**What to do:** Extract from the entries below, exactly as given, only the lines from the line containing "Task: Click on the 1" to the line containing "In order to click on Options", both lines included.
*** Opening Extracted records ***
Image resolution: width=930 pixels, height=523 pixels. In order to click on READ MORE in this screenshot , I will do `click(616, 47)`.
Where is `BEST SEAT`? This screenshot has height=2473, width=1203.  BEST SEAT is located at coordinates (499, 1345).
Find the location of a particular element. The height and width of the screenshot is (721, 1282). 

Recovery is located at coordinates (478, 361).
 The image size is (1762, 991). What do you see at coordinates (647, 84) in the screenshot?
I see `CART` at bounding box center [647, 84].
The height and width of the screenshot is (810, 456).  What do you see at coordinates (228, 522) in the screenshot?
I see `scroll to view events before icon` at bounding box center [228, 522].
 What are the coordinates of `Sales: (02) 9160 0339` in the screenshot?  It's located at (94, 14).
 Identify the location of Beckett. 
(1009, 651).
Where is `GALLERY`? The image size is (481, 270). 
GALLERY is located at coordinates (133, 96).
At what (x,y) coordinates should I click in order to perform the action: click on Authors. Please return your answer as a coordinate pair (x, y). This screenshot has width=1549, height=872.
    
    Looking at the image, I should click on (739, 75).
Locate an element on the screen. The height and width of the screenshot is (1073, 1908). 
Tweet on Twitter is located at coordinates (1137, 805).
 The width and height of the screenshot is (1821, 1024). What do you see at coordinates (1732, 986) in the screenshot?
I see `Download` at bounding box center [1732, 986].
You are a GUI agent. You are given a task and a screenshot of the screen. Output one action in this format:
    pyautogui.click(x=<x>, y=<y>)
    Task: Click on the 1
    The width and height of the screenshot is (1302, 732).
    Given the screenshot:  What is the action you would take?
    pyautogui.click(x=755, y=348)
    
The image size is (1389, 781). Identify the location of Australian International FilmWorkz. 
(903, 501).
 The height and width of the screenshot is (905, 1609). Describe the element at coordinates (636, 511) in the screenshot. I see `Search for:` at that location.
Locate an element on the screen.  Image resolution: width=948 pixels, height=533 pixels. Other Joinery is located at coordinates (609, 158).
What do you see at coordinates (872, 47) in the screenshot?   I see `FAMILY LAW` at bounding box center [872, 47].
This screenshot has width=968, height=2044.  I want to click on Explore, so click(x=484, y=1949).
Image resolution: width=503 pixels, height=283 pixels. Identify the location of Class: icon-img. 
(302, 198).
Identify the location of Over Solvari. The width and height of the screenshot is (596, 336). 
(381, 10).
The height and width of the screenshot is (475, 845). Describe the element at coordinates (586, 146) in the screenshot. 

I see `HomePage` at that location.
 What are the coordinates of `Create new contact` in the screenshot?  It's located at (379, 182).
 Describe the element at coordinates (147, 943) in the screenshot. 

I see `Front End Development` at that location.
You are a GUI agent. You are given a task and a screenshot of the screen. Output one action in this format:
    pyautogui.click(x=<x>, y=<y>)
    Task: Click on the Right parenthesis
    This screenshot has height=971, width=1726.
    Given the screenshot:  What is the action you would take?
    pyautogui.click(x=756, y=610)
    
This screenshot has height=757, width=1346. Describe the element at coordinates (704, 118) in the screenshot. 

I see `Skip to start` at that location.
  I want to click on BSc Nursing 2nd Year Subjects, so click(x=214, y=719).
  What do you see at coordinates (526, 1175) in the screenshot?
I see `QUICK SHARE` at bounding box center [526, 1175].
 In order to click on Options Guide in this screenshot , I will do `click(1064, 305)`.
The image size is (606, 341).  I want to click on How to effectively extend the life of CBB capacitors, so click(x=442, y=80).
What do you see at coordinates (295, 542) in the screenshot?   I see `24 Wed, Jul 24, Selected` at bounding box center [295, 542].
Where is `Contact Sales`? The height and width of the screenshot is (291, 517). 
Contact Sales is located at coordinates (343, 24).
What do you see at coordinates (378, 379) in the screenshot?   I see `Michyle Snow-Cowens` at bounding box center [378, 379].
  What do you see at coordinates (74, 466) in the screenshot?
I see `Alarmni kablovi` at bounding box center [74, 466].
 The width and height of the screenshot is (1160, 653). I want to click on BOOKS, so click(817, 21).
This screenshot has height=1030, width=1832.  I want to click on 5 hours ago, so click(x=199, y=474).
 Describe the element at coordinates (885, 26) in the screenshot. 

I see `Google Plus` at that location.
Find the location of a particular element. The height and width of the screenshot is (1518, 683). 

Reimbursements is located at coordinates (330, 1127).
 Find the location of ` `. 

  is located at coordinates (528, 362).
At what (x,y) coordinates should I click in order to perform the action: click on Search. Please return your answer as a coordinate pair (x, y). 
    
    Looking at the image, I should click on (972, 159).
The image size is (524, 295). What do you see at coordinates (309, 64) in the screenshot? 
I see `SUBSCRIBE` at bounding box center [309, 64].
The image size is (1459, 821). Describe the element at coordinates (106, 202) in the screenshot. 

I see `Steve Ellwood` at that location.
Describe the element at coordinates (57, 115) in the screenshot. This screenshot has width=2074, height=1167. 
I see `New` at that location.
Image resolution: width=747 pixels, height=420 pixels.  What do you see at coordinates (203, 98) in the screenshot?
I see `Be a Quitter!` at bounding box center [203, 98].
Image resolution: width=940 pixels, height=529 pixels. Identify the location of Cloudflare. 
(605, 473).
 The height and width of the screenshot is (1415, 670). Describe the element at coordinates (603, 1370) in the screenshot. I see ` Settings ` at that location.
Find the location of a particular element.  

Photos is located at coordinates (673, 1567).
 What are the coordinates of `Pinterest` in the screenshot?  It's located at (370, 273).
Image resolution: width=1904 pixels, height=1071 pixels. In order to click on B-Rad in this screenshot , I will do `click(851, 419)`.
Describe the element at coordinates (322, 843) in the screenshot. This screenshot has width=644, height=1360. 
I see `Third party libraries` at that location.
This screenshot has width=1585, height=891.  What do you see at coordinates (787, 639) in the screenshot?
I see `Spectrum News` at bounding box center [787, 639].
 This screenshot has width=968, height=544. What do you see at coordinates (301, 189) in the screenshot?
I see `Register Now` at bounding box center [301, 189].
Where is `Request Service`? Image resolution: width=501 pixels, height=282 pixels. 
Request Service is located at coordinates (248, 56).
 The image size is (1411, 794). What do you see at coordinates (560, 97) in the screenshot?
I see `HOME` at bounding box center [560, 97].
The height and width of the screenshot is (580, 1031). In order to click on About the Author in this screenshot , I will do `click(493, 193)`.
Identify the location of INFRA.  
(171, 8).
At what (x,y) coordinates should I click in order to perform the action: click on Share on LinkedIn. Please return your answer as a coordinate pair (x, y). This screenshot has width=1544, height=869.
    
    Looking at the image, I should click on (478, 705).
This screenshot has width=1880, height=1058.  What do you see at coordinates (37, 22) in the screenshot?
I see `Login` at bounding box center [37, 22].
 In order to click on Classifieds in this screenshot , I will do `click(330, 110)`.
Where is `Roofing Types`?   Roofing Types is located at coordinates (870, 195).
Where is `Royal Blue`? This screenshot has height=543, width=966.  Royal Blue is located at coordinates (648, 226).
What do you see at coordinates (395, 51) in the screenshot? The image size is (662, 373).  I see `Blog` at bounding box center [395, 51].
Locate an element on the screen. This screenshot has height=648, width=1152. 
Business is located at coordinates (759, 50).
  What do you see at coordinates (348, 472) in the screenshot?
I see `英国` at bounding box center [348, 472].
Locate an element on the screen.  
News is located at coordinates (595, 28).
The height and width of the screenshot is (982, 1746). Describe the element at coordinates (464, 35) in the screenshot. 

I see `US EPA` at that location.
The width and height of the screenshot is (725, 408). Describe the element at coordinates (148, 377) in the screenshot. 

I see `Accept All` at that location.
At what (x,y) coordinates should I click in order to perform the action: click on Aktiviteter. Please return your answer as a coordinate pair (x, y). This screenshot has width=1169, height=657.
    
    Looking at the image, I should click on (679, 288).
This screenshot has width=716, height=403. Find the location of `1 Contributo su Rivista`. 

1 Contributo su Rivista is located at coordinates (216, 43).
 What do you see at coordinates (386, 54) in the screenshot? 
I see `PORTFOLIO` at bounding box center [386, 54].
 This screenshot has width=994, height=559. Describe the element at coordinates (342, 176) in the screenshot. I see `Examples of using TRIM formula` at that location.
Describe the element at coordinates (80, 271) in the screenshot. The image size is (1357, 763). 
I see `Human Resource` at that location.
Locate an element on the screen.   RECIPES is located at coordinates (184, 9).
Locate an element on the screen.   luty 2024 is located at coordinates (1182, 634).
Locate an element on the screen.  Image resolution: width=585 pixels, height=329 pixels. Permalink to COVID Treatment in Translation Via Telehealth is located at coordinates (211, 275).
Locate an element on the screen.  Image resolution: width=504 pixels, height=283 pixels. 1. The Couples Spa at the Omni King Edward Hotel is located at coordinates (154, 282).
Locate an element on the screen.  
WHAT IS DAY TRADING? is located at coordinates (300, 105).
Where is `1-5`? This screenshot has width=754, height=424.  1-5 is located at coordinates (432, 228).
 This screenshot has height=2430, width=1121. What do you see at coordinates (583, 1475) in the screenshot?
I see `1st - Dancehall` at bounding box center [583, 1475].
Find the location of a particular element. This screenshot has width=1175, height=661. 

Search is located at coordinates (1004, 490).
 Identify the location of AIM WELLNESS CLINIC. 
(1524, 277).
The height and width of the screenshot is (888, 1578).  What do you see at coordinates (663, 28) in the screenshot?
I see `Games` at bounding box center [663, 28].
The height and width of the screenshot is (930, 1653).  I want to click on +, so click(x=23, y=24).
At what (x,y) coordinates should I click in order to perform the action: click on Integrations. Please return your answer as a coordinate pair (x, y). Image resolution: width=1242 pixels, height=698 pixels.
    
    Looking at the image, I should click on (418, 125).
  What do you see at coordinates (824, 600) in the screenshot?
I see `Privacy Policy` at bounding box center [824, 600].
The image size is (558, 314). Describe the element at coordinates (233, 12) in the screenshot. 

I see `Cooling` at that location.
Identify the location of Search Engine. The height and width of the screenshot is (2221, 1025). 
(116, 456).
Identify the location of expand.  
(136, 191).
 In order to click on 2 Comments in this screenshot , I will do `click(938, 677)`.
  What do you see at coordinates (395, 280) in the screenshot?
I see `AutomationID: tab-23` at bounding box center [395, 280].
*** Closing Extracted records ***
**Task response:**
    Task: Click on the 1
    The width and height of the screenshot is (1302, 732).
    Given the screenshot:  What is the action you would take?
    pyautogui.click(x=755, y=348)
    
The image size is (1389, 781). Identify the location of Australian International FilmWorkz. 
(903, 501).
 The height and width of the screenshot is (905, 1609). Describe the element at coordinates (636, 511) in the screenshot. I see `Search for:` at that location.
Locate an element on the screen.  Image resolution: width=948 pixels, height=533 pixels. Other Joinery is located at coordinates (609, 158).
What do you see at coordinates (872, 47) in the screenshot?   I see `FAMILY LAW` at bounding box center [872, 47].
This screenshot has width=968, height=2044.  I want to click on Explore, so click(x=484, y=1949).
Image resolution: width=503 pixels, height=283 pixels. Identify the location of Class: icon-img. 
(302, 198).
Identify the location of Over Solvari. The width and height of the screenshot is (596, 336). 
(381, 10).
The height and width of the screenshot is (475, 845). Describe the element at coordinates (586, 146) in the screenshot. 

I see `HomePage` at that location.
 What are the coordinates of `Create new contact` in the screenshot?  It's located at (379, 182).
 Describe the element at coordinates (147, 943) in the screenshot. 

I see `Front End Development` at that location.
You are a GUI agent. You are given a task and a screenshot of the screen. Output one action in this format:
    pyautogui.click(x=<x>, y=<y>)
    Task: Click on the Right parenthesis
    This screenshot has height=971, width=1726.
    Given the screenshot:  What is the action you would take?
    pyautogui.click(x=756, y=610)
    
This screenshot has height=757, width=1346. Describe the element at coordinates (704, 118) in the screenshot. 

I see `Skip to start` at that location.
  I want to click on BSc Nursing 2nd Year Subjects, so click(x=214, y=719).
  What do you see at coordinates (526, 1175) in the screenshot?
I see `QUICK SHARE` at bounding box center [526, 1175].
 In order to click on Options Guide in this screenshot , I will do `click(1064, 305)`.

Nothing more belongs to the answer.